New restrictions in effect on contact with foreign nationals

In an effort to keep North Korean officials
from straying away from acceptable ideology, the State Security Department
[SSD] is cracking down strictly on contact with foreign nationals. This latest
measure joins a growing list of control mechanisms implemented by the
leadership against a backdrop of continued political turbulence.
 

On February 15, Daily NK spoke with a
source in South Pyongan Province, who reported that Pyongyang trade
officials and high-ranking Central Party cadres are now unable to speak with
foreign nationals without receiving the prior approval of the SSD.

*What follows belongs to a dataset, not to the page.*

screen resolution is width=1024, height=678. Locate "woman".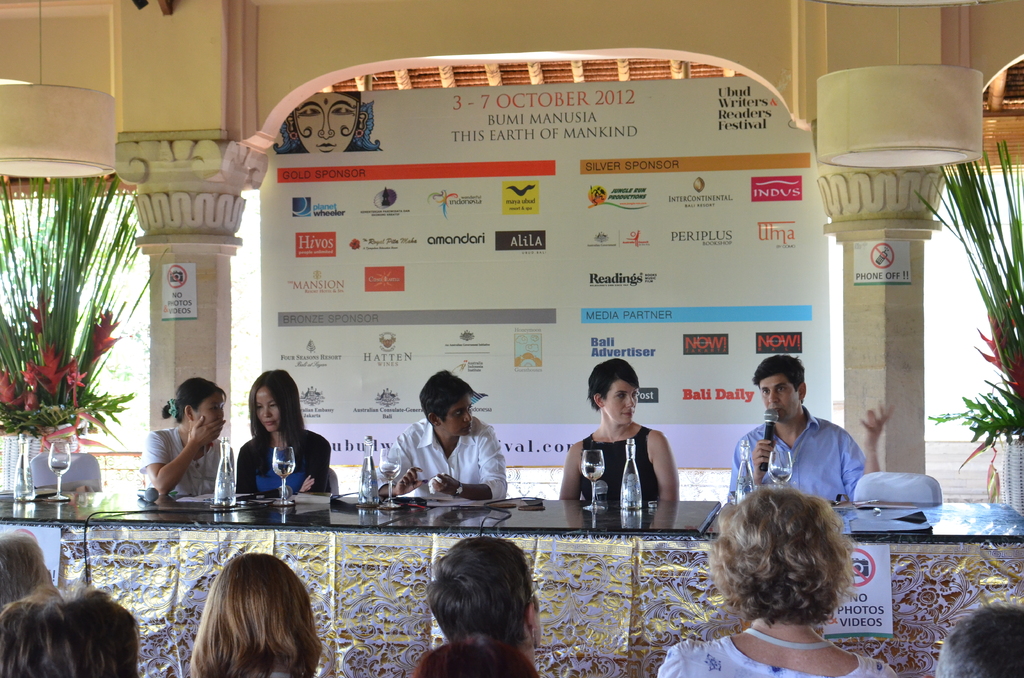
<box>557,355,680,507</box>.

Two additional sources in Pyongyang were
able to substantiate these claims.
 

“These days, anyone who walks down the
street and dares to say ‘hello,’ or even just shake hands with a foreign
national whom they know, will, at the very least, be summoned by the SSD,” he
said.
 

To illustrate his point, he cited a recent
case wherein a trade sector Party cadre saw his downfall from one such
interaction. While waiting in the lobby of the Taedonggang Hotel to meet
another trader, a foreign national with whom this Party cadre was acquainted coincidentally approached and offered his hand in greeting; in the confusion of the moment,
the Party cadre automatically shook his hand.
 

“The SSD immediately interrogated him for
having contact with a foreign national without prior approval; he stood up for
himself and responded by saying, ‘Is it right that if a foreign national says,
‘hello’ and offers you his hand you should respond with ‘let’s shake after I
get permission?’ Well, after that, they dismissed him from his position right
then and there,” the source explained.

It is unsurprising, then, with rules this
strict regarding ‘face-to-face meetings,’ that anyone going on a business trip
outside of the country including China, must be accompanied by a member of the
SSD. In addition, the security personnel trailing cadres on their business
trips must take detailed notes regarding every tiny movement the cadre makes and submit a full ‘report’ to their superiors.
 

Even meetings that take place domestically
with foreigners require North Korean participants to submit what is known as an
“application for a face-to-face meeting” to the Department of Domestic
Conspiracy Research 15 days ahead of the actual encounter.
 

Should such permission be granted, meetings
can only take place in a state-approved hotel or in a specified meeting room in the border customs office, and the meeting itself must be finished within a
designated amount of time. “The fact that we can only have contact with foreign
nationals in a pre-arranged room under the watchful eyes of a guard is
not so dissimilar from sitting down with an inmate at a jail. It’s just beyond
words how it makes you feel.”

Moreover, state-sanctioned meeting rooms in the China-North
Korea border region customs offices and the upscale Pyongyang hotels are
crawling with wiretaps installed by the local SSD branch to ensure that discussions broach business matters only. 

Crossing the border invites still more scrutiny, as Party cadres who embark on business trips
abroad must submit a daily “self-criticism” report detailing their schedule
down to every hour and minute to the relevant Party committee, where it
undergoes an “ideological review.”
 

“As this examination becomes increasingly
more like a test to see if one has been ‘turned by the enemy’, lately, Party
cadres have been reluctant to go abroad for business,” the source asserted.
 

Though at the workplace things are not much better. It is generally the case that in state-owned factories, provincial,
municipal, and county People’s Committees, and Ministry of People’s Security [MPS, or North Korea’s equivalent of a police force] units all have an SSD agent lurking on the premises to keep a watch over Party
cadres.
 

“Because of this, Party cadres behave like
‘mice around a cat’ when faced with the in-house SSD agent, who, on the other
hand, enjoys unchecked authority to routinely hurl threats like ‘I will bury
you politically!’ at the cadres,’” he concluded.